Yeh Dillagi
    
                  

Director: Naresh Malhotra
Year:  1994
Duration: 155 minutes
Music: Dilip & Sameer Sen
Rating: 6.0

What could be better than a Bollywood remake of the classic film, Sabrina starring Audrey Hepburn and Humphrey Bogart? Well. probably quite a few things actually but at least they make this romance age appropriate. Poor Audrey kept getting stuck with much older men - Bogart, Gary Cooper, Cary Grant, Fred Astaire and Rex Harrison. I wonder why? The three main actors in this one are Kajol, Akshay Kumar and Saif Ali Khan - all huge stars in Bollywood - but still not quite Bogart, Hepburn and Holden.  But in this film's favor, we get a lot of musical numbers, a good sock-em-up fight, heaps of brotherly love, a solid dose of silly comedy and enough melodrama to sink a battleship. Not so favorable is a scene that is comic homophobic.

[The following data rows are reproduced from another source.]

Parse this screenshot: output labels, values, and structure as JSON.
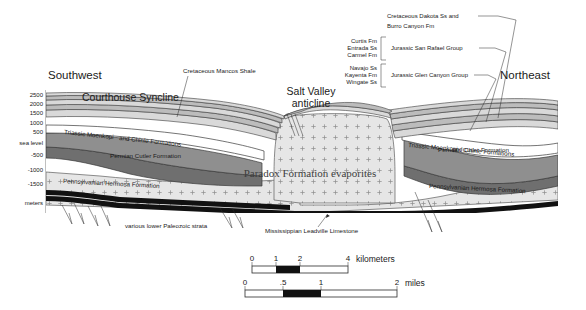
{
  "directions": {
    "left": "Southwest",
    "right": "Northeast"
  },
  "features": {
    "syncline": "Courthouse Syncline",
    "anticline_line1": "Salt Valley",
    "anticline_line2": "anticline"
  },
  "axis": {
    "unit_label": "meters",
    "ticks": [
      "2500",
      "2000",
      "1500",
      "1000",
      "500",
      "sea level",
      "-500",
      "-1000",
      "-1500"
    ]
  },
  "legend": {
    "cretaceous_line1": "Cretaceous Dakota Ss and",
    "cretaceous_line2": "Burro Canyon Fm",
    "san_rafael": {
      "group": "Jurassic San Rafael Group",
      "members": [
        "Curtis Fm",
        "Entrada Ss",
        "Carmel Fm"
      ]
    },
    "glen_canyon": {
      "group": "Jurassic Glen Canyon Group",
      "members": [
        "Navajo Ss",
        "Kayenta Fm",
        "Wingate Ss"
      ]
    }
  },
  "annotations": {
    "mancos": "Cretaceous Mancos Shale",
    "paleozoic": "various lower Paleozoic strata",
    "leadville": "Mississippian Leadville Limestone"
  },
  "units": {
    "moenkopi_left_a": "Triassic Moenkopi",
    "moenkopi_left_b": "and Chinle Formations",
    "moenkopi_right_a": "Triassic Moenkopi",
    "moenkopi_right_b": "and Chinle Formations",
    "cutler_left": "Permian Cutler Formation",
    "cutler_right": "Permian Cutler Formation",
    "hermosa_left": "Pennsylvanian Hermosa Formation",
    "hermosa_right": "Pennsylvanian Hermosa Formation",
    "paradox": "Paradox Formation evaporites"
  },
  "scale": {
    "km": {
      "label": "kilometers",
      "ticks": [
        "0",
        "1",
        "2",
        "4"
      ]
    },
    "mi": {
      "label": "miles",
      "ticks": [
        "0",
        ".5",
        "1",
        "2"
      ]
    }
  },
  "colors": {
    "background": "#ffffff",
    "ink": "#2b2b2b",
    "band_light": "#d9d9d9",
    "band_mid": "#bcbcbc",
    "cutler": "#8f8f8f",
    "hermosa": "#6f6f6f",
    "paradox": "#e3e3e3",
    "leadville": "#111111"
  }
}
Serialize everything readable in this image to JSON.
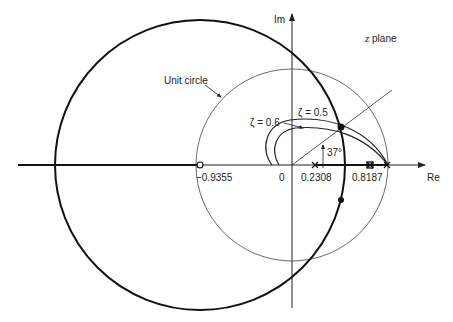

If anyone in Bollywood had to take the role of Hepburn, there was no one more suited than Kajol. She came from one of those prominent Filmi families where all her cousins and her mother were in the business and she began as a teenager. This was only her third film, but she already had the charm and personality that a year later would make her a huge star with Dilwale Dulhania Le Jayenge. Kajol was one of the main reasons I got into Bollywood films. It is impossible to resist her. Bollywood's sweetheart. Her looks are not classic beauty for Bollywood - she has eyebrows that look like they want to run away and star in their own movie, a nose that is slightly too large for her face and she doesn't come close to having any sex appeal, but everyone fell in love with her back then. And her two male co-stars don't get much bigger in Bollywood - and they are both still starring in films 30 years later. Like every film industry, the men can keep going for decades long after the women have had to retire or go into mother roles.



I have not seen Sabrina in ages but as best as I can recall, this follows it close enough for a horse race. Sapna (Kajol) is the daughter of the family chauffer. The family is very wealthy, owns various businesses and is basically run by the older son Vijay (Akshay) while the younger son Vicky (Saif Ali Khan) is a lay-about - spending all his time romancing girls and avoiding work and responsibility. Sapna saves his skin one time by pretending to be the girl in the room when a brother comes along to beat up Vicky. For that he gives her 100 rupees to buy an ice-cream cone.



This so pisses her off that she sabotages a few dates of his and when Vijay tells her to cool it, she goes fuck you - or thereabouts - and moves to Bombay. In no time she becomes a successful model making good money and decides it is time to go back home in Simla to see dad and to stand up to this family that only sees her as a servant's daughter. Both brothers naturally fall in love with her feisty independence and melodrama oozes out like toothpaste - slowly and sticky. A number of songs and a couple that are quite good. I have not watched Kajol in years and it was nice being reminded why I had such a crush on her in my early Bollywood days.